Editor's Note
Ambulatory surgery center (ASC) leaders elevate safety by treating patient selection as a clinical gatekeeper, then prop that rigor with data-driven workflows, advanced monitoring, and targeted robotics to bring complex spine cases safely into the outpatient space. An interview with Glenn Snyders Jr, MD, medical director and head of anesthesiology at DISC Surgery Center in Carlsbad, California, published on April 18 by Ambulatory Surgery Center News, unpacks the effects of proper patient selection for ASCs.
According to Dr Snyders, patient selection is “one of the most important parts of creating a safe and effective surgical experience” in an ASC, where ICUs and cath labs are absent. The article notes that DISC accepts mainly ASA I–II adults—those with well-controlled hypertension or diabetes—while borderline patients with severe sleep apnea or uncontrolled comorbidities trigger joint deliberations among surgeons, anesthesia, and nurses, plus thorough patient counseling. Consensus hinges on clinical judgment rather than rigid rules, though teams lean on SAMBA guidance for issues like sleep apnea.
The outlet reports that DISC’s three-OR ASC in Carlsbad was built for throughput, pairing the theaters with 10 preop/recovery bays and real-time tracking from Ospitek and HST to flag bottlenecks and measure mobilization times. DISC already performs high-acuity spine procedures with “minimal blood loss and incredibly low infection rates—zero for spine,” and bolsters safety by deploying hospital-style telemetry for overnight observation (up to 23 hours) without repeated vital checks. Surgeons also employ Mako and Rosa robotics and will pilot Pixee augmented-reality navigation, technologies, which the outlet says cut radiation, shrink incisions, and speed recovery.
While staffing remains tight amid the anesthesia shortage, DISC’s predictable hours and reputation attract anesthesiologists who value outpatient practice. In the interview, Dr Snyders championed a team model in which CRNAs and, where permissible, anesthesiologist assistants extend coverage while physicians retain leadership—essential, he argued, when emergency back-up is limited. The article concludes that DISC’s narrow focus on orthopedic and complex spine care embodies the specialized “subunit” playbook championed in The Innovator’s Prescription, proving that disciplined patient selection plus targeted innovation can safely expand outpatient boundaries.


WHAT THE TASK ASKS: Everything from the line containing "What do you see at coordinates (81, 333)" through the last line of the listing below should be returned exactly, except for pictures.

INFORMATION PROVIDED:

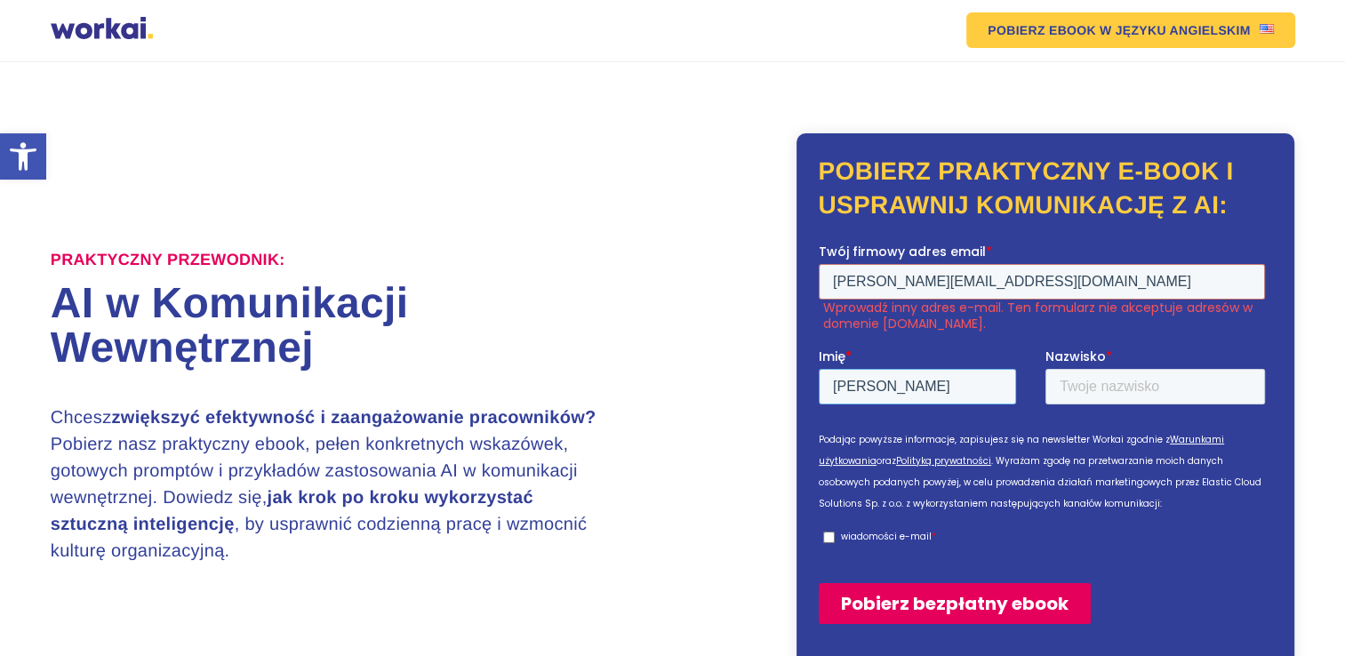 This screenshot has width=1345, height=656. I want to click on p: wiadomości e-mail, so click(68, 293).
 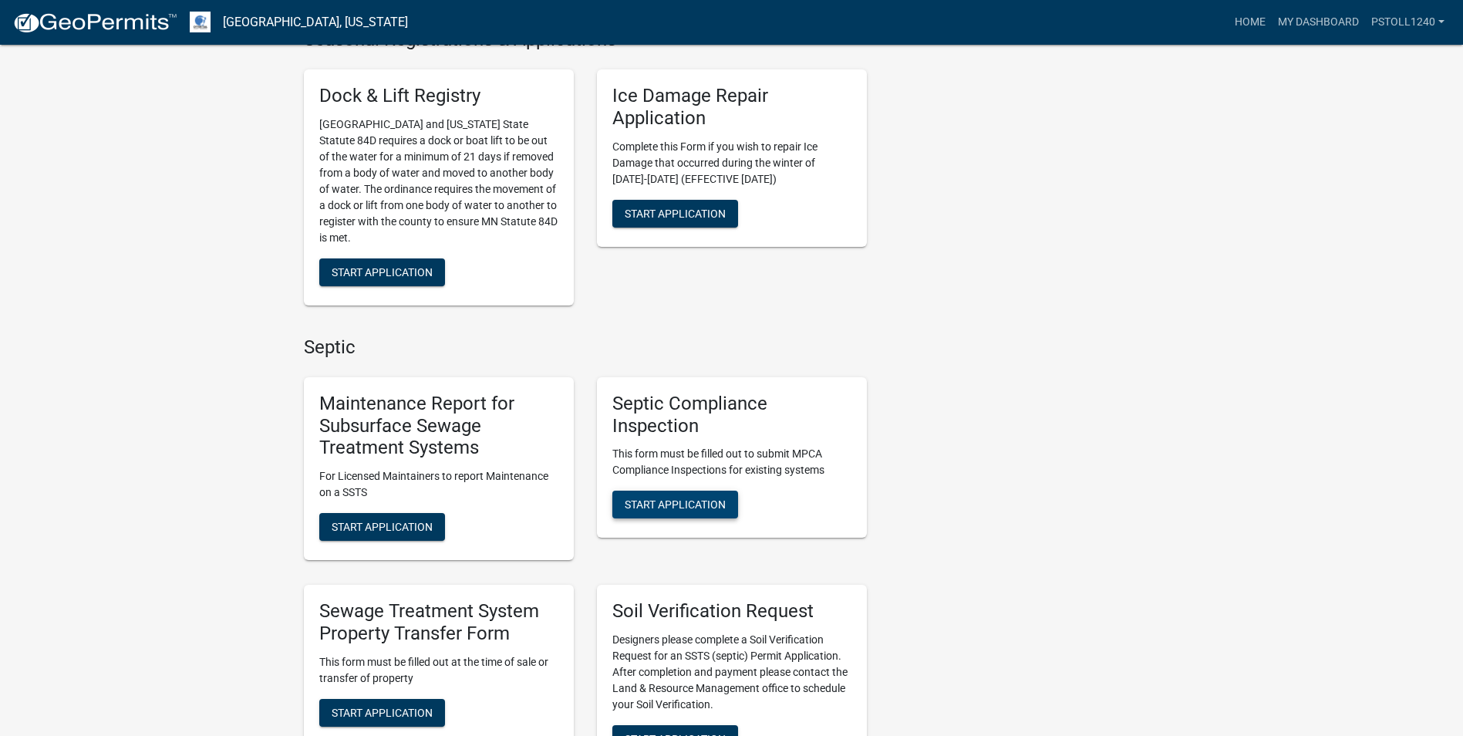 I want to click on h4: Septic, so click(x=585, y=347).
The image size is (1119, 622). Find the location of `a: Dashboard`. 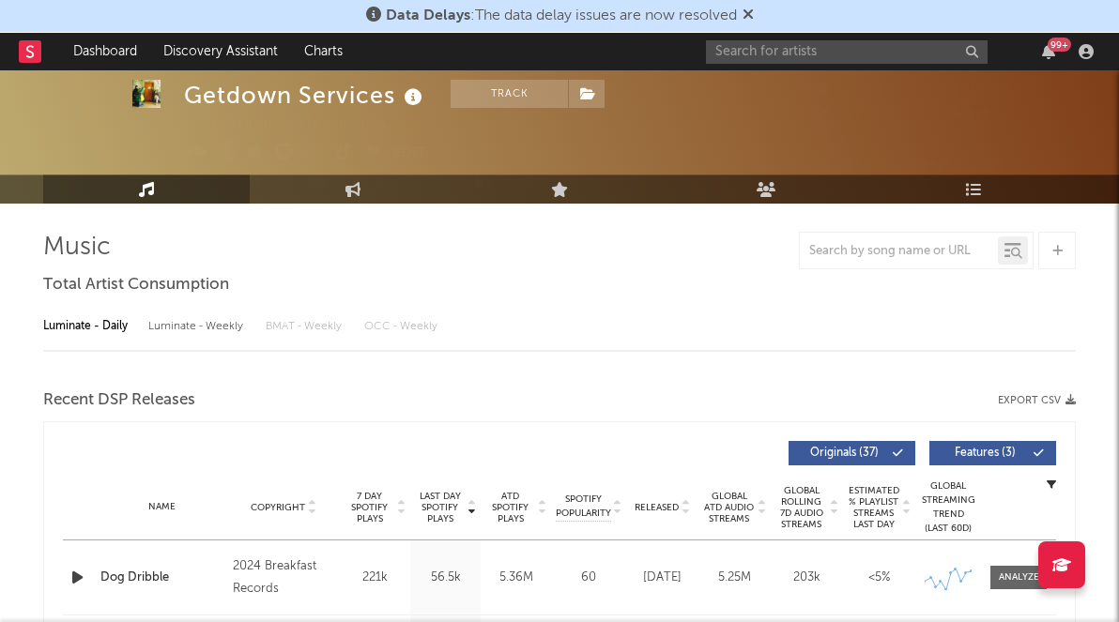

a: Dashboard is located at coordinates (105, 52).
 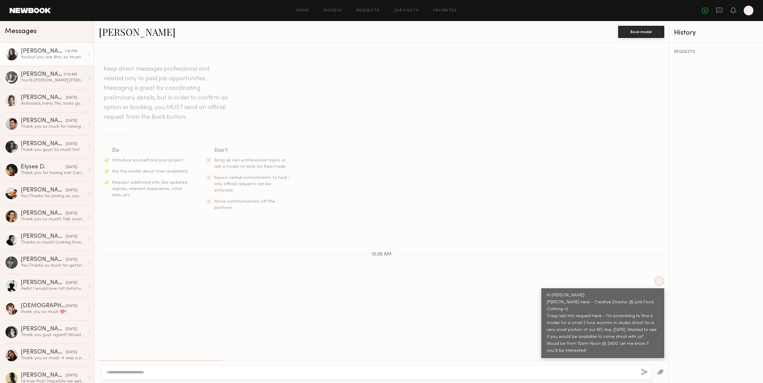 What do you see at coordinates (749, 11) in the screenshot?
I see `a: J` at bounding box center [749, 11].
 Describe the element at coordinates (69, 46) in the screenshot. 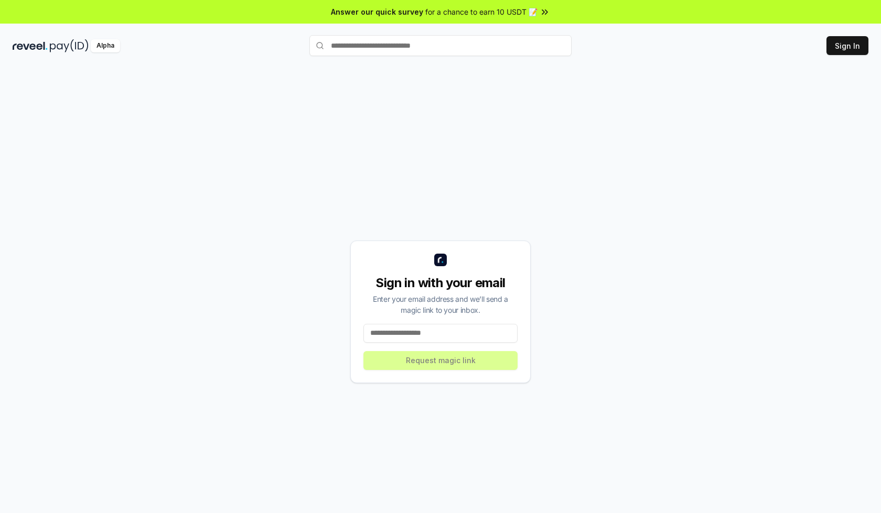

I see `img: pay_id` at that location.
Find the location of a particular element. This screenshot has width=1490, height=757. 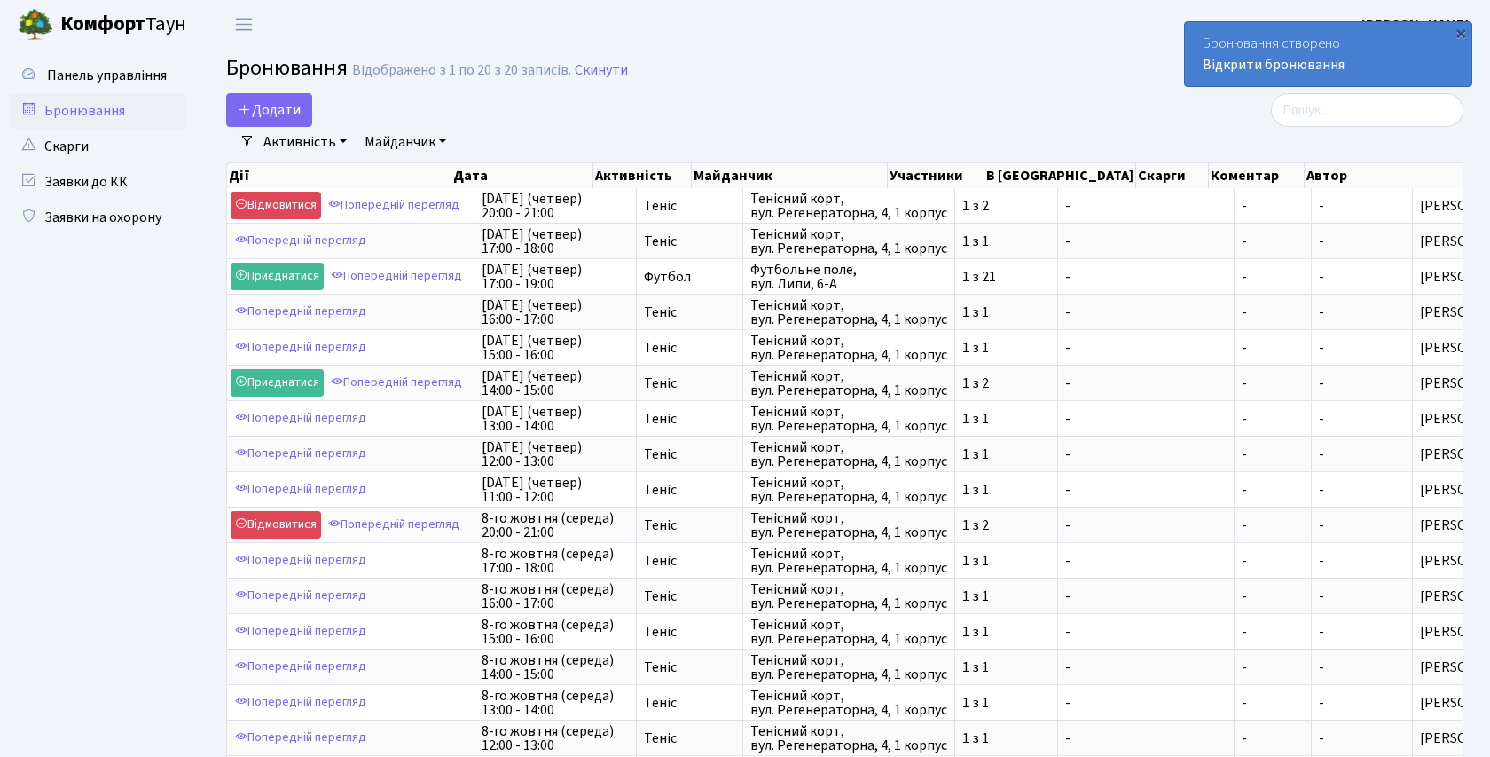

span: Таун is located at coordinates (123, 25).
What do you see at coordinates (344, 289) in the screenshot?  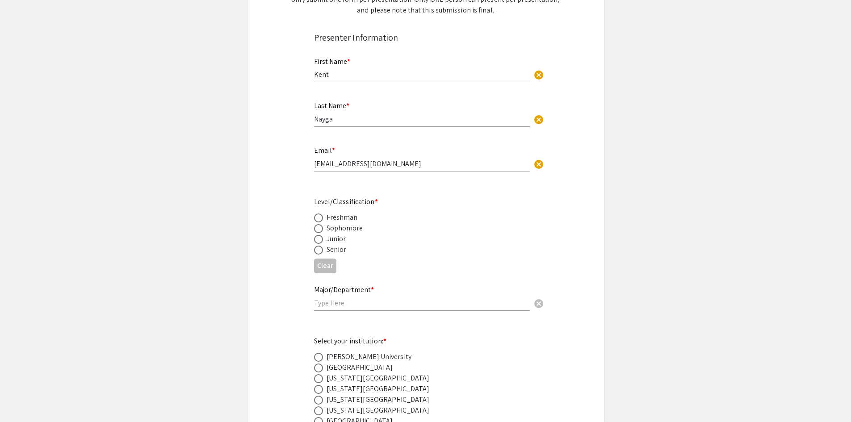 I see `mat-label: Major/Department` at bounding box center [344, 289].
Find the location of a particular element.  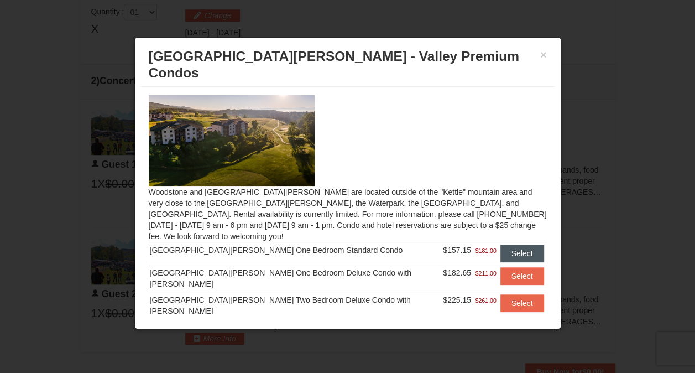

span: $181.00 is located at coordinates (486, 251).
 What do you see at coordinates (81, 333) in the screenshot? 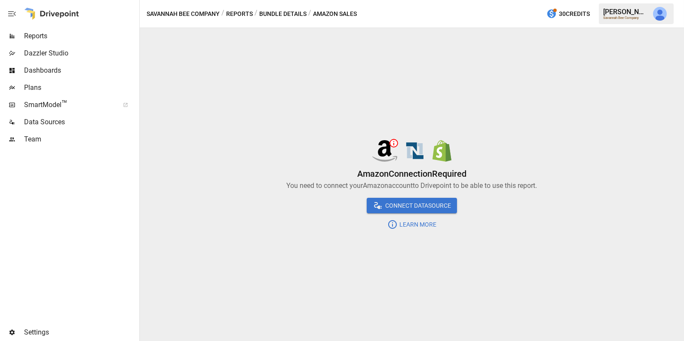
I see `span: Settings` at bounding box center [81, 333].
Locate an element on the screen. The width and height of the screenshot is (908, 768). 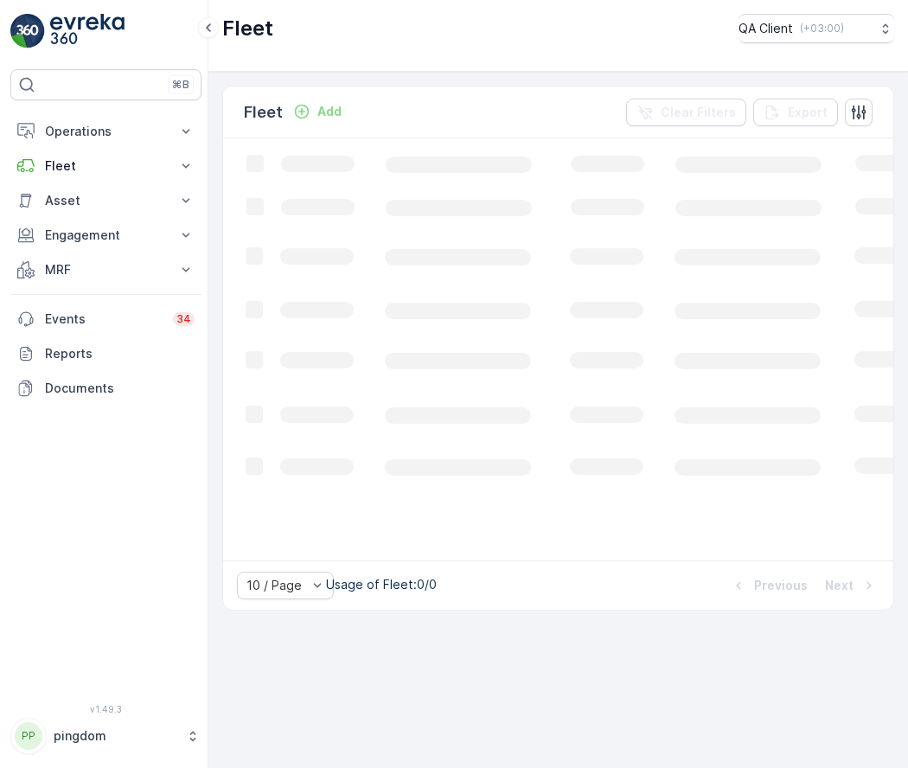
p: QA Client is located at coordinates (765, 29).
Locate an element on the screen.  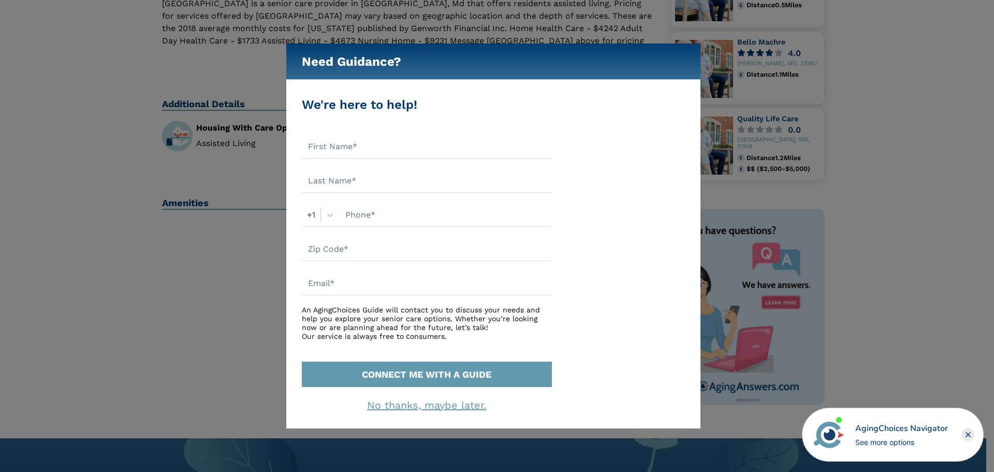
img: avatar is located at coordinates (829, 434).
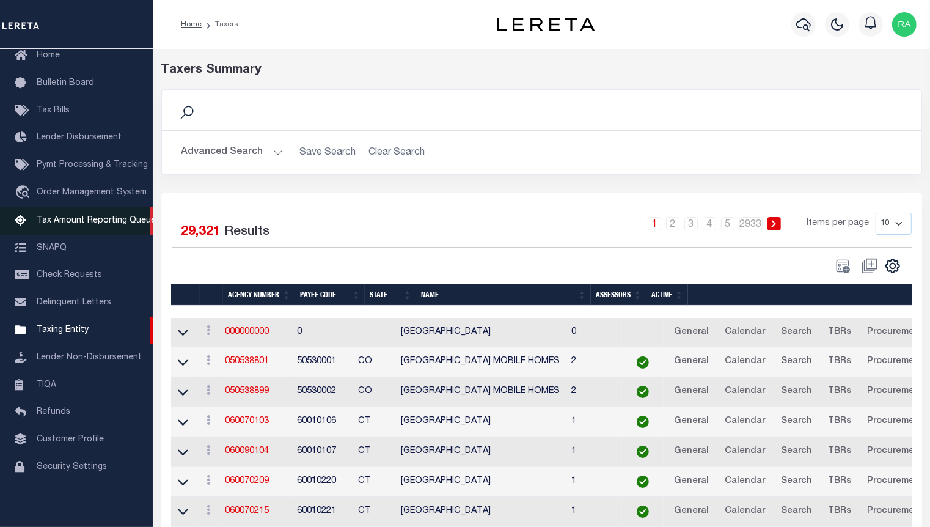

EXPECTED ANSWER:
 What do you see at coordinates (81, 333) in the screenshot? 
I see `span: Settings` at bounding box center [81, 333].
Locate an element on the screen. The width and height of the screenshot is (908, 768). 
p: QA Client is located at coordinates (765, 29).
Locate an element on the screen.  
img: avatar is located at coordinates (829, 434).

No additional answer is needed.